We talked some more. I don’t know for how long. Ten minutes? Twenty minutes? Kirsty drank more brandy and I had a couple more Coronas. I lost count.
I remember opening the fridge door and taking the last bottle off the shelf. I turned round to open it and there she was, in the small kitchen with me, and I had nowhere left to run.
Somehow she was in my arms, our lips were on each other’s. Our breath hot. Her tongue flicking in my mouth. She fumbled loose my belt and undid my trousers so that they pooled around my ankles. She reached in and took hold of me with her familiar, knowing hand. She bit into my neck as I cupped my hands on her perfectly toned buttocks and pulled her against me. I was already rock-hard.
I hadn’t expected to be making love to my ex-wife on our wedding anniversary.
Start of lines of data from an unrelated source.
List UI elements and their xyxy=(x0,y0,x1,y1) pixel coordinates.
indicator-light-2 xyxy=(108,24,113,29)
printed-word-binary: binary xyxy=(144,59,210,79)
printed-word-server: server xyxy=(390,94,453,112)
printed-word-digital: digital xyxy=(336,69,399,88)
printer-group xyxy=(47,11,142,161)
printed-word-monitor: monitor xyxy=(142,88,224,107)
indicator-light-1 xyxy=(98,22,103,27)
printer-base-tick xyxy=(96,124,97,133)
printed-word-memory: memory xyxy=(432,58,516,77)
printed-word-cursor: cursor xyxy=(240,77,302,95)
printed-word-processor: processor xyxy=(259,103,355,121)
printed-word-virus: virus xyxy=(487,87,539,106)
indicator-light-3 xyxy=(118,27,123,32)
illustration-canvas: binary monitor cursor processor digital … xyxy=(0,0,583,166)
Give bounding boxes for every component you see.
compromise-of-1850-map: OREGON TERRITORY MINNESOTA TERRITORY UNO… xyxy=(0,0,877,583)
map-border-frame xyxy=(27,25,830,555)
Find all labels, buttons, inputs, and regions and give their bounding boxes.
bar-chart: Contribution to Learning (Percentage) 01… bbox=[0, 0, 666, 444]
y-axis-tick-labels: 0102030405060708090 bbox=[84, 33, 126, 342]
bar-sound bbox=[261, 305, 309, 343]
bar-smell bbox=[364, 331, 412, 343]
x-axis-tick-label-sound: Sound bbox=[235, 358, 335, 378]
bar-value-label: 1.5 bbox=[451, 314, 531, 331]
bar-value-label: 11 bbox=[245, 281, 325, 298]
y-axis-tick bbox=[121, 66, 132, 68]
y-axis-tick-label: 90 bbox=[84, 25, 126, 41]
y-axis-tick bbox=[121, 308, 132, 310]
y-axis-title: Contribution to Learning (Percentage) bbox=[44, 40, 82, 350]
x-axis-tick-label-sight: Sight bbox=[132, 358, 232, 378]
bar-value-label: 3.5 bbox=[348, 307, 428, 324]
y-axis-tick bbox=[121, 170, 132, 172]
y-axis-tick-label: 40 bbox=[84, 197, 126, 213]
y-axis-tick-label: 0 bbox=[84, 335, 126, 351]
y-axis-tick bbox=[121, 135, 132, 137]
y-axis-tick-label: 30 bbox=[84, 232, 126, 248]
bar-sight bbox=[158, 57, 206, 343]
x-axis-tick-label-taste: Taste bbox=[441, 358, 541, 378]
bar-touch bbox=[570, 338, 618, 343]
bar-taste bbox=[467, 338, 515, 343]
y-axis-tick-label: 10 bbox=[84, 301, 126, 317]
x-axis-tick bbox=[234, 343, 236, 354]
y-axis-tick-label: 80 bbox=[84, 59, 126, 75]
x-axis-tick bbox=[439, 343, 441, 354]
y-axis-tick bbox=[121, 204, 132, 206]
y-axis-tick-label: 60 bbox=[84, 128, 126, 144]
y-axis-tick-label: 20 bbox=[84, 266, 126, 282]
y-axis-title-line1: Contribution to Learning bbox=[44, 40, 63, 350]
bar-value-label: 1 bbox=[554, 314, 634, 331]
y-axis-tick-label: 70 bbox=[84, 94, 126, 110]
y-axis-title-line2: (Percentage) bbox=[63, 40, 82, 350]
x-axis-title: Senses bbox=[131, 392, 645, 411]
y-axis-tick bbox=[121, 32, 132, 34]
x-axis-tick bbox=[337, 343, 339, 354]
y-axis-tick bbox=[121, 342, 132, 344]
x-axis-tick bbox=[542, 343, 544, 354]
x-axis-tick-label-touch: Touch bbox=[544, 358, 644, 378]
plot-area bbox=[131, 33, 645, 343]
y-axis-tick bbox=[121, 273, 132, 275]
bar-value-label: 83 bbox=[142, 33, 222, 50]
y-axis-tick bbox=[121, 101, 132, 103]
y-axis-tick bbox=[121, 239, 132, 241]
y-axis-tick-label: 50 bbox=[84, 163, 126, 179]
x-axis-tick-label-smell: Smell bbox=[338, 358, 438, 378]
It turned out that was the least of my problems.
Part Four
Chapter 64
I opened my eyes with a start.
The clock on my bedside cabinet read 05:59. I watched it for a few seconds and it clicked over to 06:00. The radio alarm switched on. I tapped the button to turn it off and closed my eyes again.
I did that most mornings. I don’t know why I bothered with the alarm. Since my army days I could pretty much tell myself when I wanted to wake up. And I did.
My head didn’t feel as bad as it should have done. I had drunk far too many beers. Maybe the workout had compensated.
I smiled a little. Little bit guilty. Little bit pleased with myself. Little bit confused about what I was feeling, if I’m honest.
Kirsty had gone at about four o’clock. She had been groaning when she awoke. She didn’t kiss me goodbye when she left. In fact, she didn’t say a word. I remember her picking up her boots and almost tiptoeing out of my bedroom like a naughty adolescent. I smiled briefly again but couldn’t afford the luxury of letting my thoughts linger. I opened my eyes again. Time to go to work.
I swung my legs out of bed and yawned, turning it into a shout and shaking my head as I did so. I wasn’t feeling as bad as I should have been, but there were a few cobwebs to shake loose.
An hour and fifteen minutes later and I was on the treadmill at the gym. I had already done a full workout – weights and cardiovascular – and was warming down.
Sam Riddel was on the treadmill next to me. He hadn’t had as long a workout, but then again he probably hadn’t drunk a shedload of Corona beer. Far as I knew you don’t get hangovers from mineral water. We hadn’t spoken. He’d just nodded at me and gone through his weights routine.
Sam looked across at me now. There was a slight, questioning wrinkle on his forehead.
‘You seem in a particularly good mood this morning,’ he said.